In the current Congress, the top tax-writers in both chambers have vowed to make tax reform a priority this year.
Rep. Dave Camp (R-Mich.), a longtime Boehner ally and the chairman of the House Ways and Means Committee, has made clear that he plans to pass a tax reform bill out of his panel this year.
Camp told reporters on Tuesday that Boehner had signaled his full backing on tax reform with the H.R. 1 designation, even as he also declined to speculate when his panel would unveil a broad package or when, and if, it would hit the House floor.
“It’s certainly not going to be in the next six weeks,” Camp said in response to a question about the timing of a Ways and Means bill.
The Michigan Republican acknowledged, just days before the sequester is scheduled to hit, that tax reform could continue to get sucked into future fiscal debates, such as over the expiring stopgap spending resolution or raising the debt limit.
“I’m not naïve about how difficult this is, and about how complicated it is,” said Camp, who still supports lowering top tax rates to 25 percent even after the “fiscal cliff” deal raised the top individual rate to almost 40 percent.
“I don’t pretend or act as if this is going to be an easy process. But it’s something that’s going to be important to do to grow the economy,” he said.
The Senate’s top tax-writer, Finance Committee Chairman Max Baucus (D-Mont.), also reiterated on Tuesday that tax reform would be a top priority for his committee this year.
Camp and Baucus forged a good working relationship during the last Congress, Camp’s first as Ways and Means chairman.
But Baucus is also up for reelection next year in a state carried by Mitt Romney in the presidential election, which could further complicate the drive for tax reform.
Camp, meanwhile, is in his last scheduled term atop the Ways and Means panel, giving him perhaps even more reason to press full-speed ahead on what he admits is his goal above all else.
“Obviously, of these areas I have a favorite, and my favorite is tax reform,” Camp told reporters at a briefing on the committee’s agenda, which also includes increasing U.S. trade markets and making improvements to the country’s social safety net.
Still, as the recent fiscal debates have shown, Democrats and Republicans have yet to agree on fundamental issues like the size of government and spending levels for entitlement programs.
“I don’t know how you do tax reform if you don’t know how much money the government is going to collect,” said Clint Stretch, formerly of Deloitte Tax and the Joint Committee on Taxation.
With that in mind, GOP lawmakers have expressed concern that a tax reform vote could force them to weigh in on eliminating popular or entrenched tax breaks, only to see their effort die in a Senate still controlled by Democrats.
Rep. James Lankford (R-Okla.), one of those skeptics, said he still had his concerns that a House tax reform measure would get bogged down in the Senate.
And GOP lawmakers like Lankford have said that the White House hasn’t shown the leadership needed to push tax reform over the finish line like President Reagan did in 1986 during the last successful tax overhaul.

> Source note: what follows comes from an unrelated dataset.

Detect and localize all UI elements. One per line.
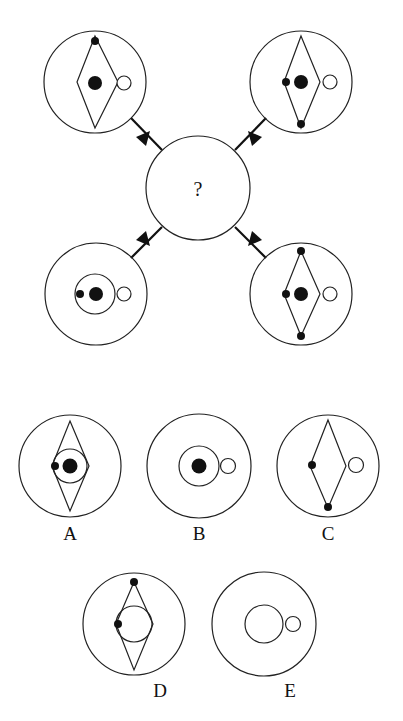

“I want it to happen,” Lankford, chairman of the House Republican Policy Committee, told The Hill. “I just don’t want this to be Lucy and the football with the White House or with the Senate.”
For his part, Baucus has stressed that, unlike most Republicans, he believes more revenues are needed to help reduce deficits. But the Montana Democrat would also like to capture those revenues as quickly as possible, which would allow Congress to concentrate more fully on tax reform.
Jack Lew, Obama’s nominee for Treasury secretary, suggested earlier this month that the administration backed reforming both the individual and corporate tax codes. But Lew, whose nomination cleared the Finance panel on Tuesday, also said that a comprehensive tax overhaul would be a heavy lift.
“I think that the committee needs to assert itself. And that’s obviously easier said than done,” said Rep. Richard Neal (Mass.), a senior Democrat on the House Ways and Means Committee. “The question is now; do we have the fortitude to take it up?”